Wednesday, July 4th 2012
Byron Bay Community Centre
4.00pm – 5.00pm:
Arakwal Website Launch
6.30pm – 8.30pm:
‘Walking With My Sisters’ (PG), & excerpt from the sequel ‘Back To Country’
Tickets @ door only: $8 / $6 conc
In celebration of the 20 year anniversary of MABO, and NAIDOC Week 2012 the Arakwal people of Byron Bay are pleased to invite you to a historic retrospective screening of WALKING WITH MY SISTERS filmed between 1994 & 1998, an intimate human drama, which follows their own process of Native Title, through the story of their elders, the traditional Arakwal custodians of the Byron Bay area and their battle to prove their connection to the land where they grew up.
Director Bronwyn Kidd met the sisters in December 1994, shy at first they were now starting to talk about their history in the coastal community of Byron Bay, North Coast NSW. In May the following year they made a bold step for them. They lodged their Native Title claim in order to finally have some real say over their traditional country.
Edie Mabo’s landmark case two years before meant that Australian law finally recognised that aboriginal people occupied the land prior to Europeans and the Arakwal sisters were finally given hope that they too could continue to care for country and build a sustainable future for generations to come.
Screening alongside ‘Walking With my Sisters’ will be an excerpt from the sequel ‘Back To Country’ (2000-2012) screening publicly for the first time also directed by Bronwyn Kidd and currently in production.
‘In Back To Country’ we now follow the next generation of family who have moved home to fight for their elders dreams. Their vision is to live, work and create a sustainable economic future in Byron Bay for the many generations of their people to come.
The Arakwal people have achieved once of the most successful Native Title claim outcomes in mainland Australia through a series of historic Indigenous Land Use Agreements that included in 2001 an Australian first, the creation of a new national park, (Arakwal national park), joint managed by the Arakwal people of Byron Bay and the New South Wales National Parks Service.
The films produced over 18 years represent the longest recording of a Native Title process in mainland Australia and will be followed by a Q and A with the Arakwal people and the filmmaker Bronwyn Kidd.
Prior to the screening the Arakwal people will launch their brand new website sharing information about current projects, culture and caring for country.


» **Brief**
For the entries that follow, restate word for word the line containing "You are a GUI", the line containing "This screenshot has width=1349, height=675.", and every line that lies between them.

» **Task data**
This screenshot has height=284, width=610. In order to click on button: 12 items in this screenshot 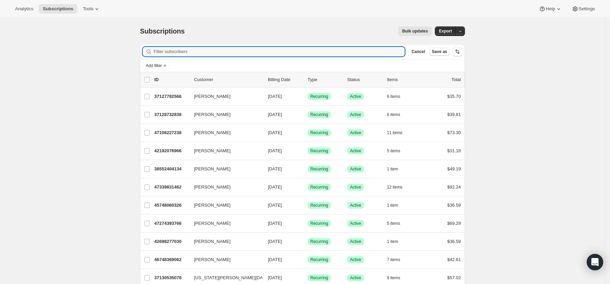, I will do `click(399, 187)`.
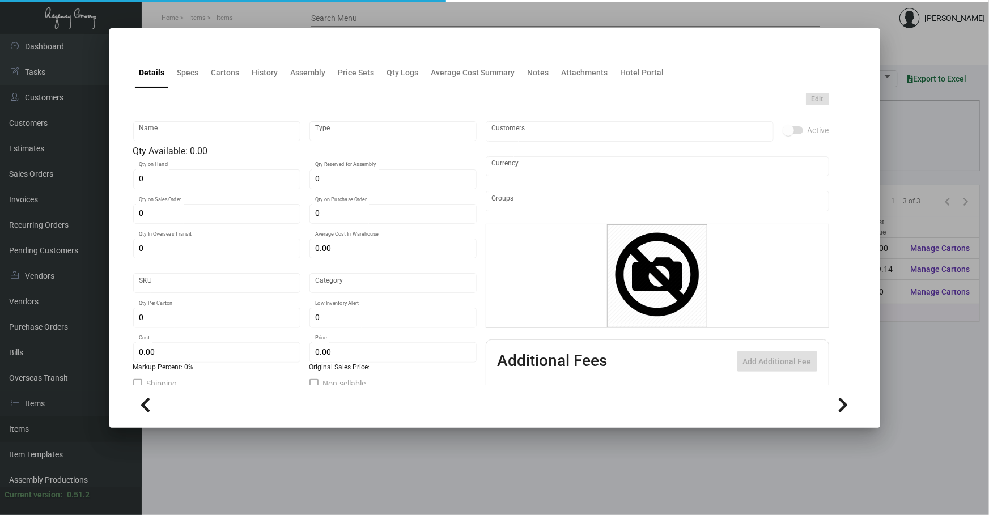 The image size is (989, 515). Describe the element at coordinates (777, 362) in the screenshot. I see `span: Add Additional Fee` at that location.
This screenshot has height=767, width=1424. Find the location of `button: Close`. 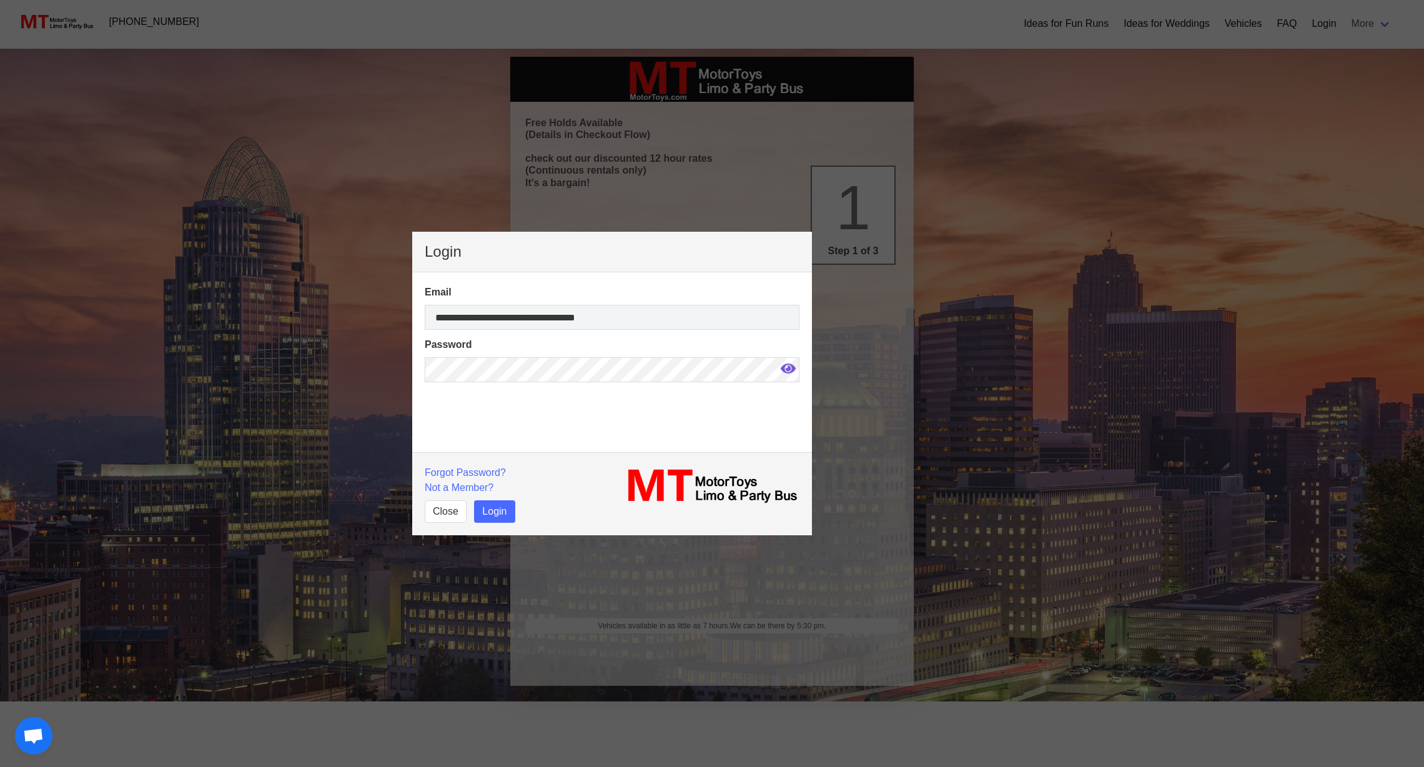

button: Close is located at coordinates (445, 512).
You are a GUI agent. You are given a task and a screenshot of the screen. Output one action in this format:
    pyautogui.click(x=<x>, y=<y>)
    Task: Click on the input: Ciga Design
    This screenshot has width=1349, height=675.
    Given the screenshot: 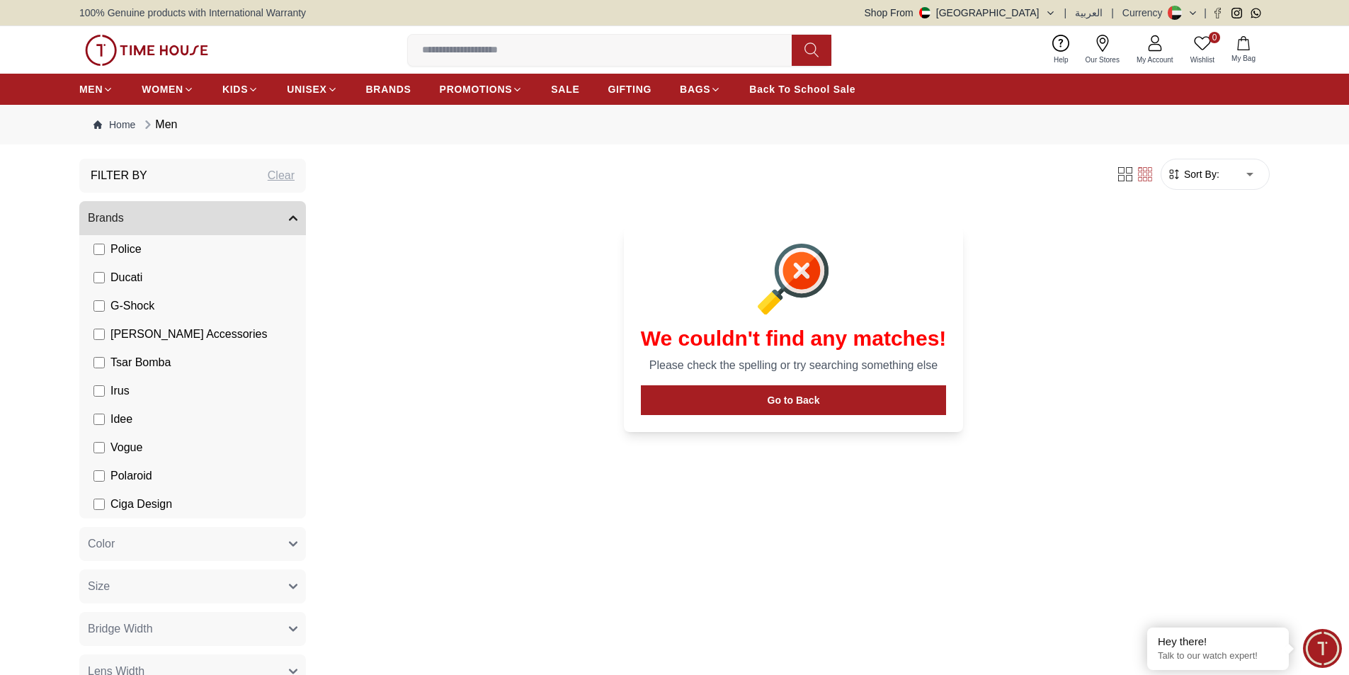 What is the action you would take?
    pyautogui.click(x=99, y=504)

» **Exercise output**
You are a GUI agent. You are given a task and a screenshot of the screen. Output one action in this format:
    pyautogui.click(x=<x>, y=<y>)
    Task: Click on the input: Ciga Design
    This screenshot has width=1349, height=675.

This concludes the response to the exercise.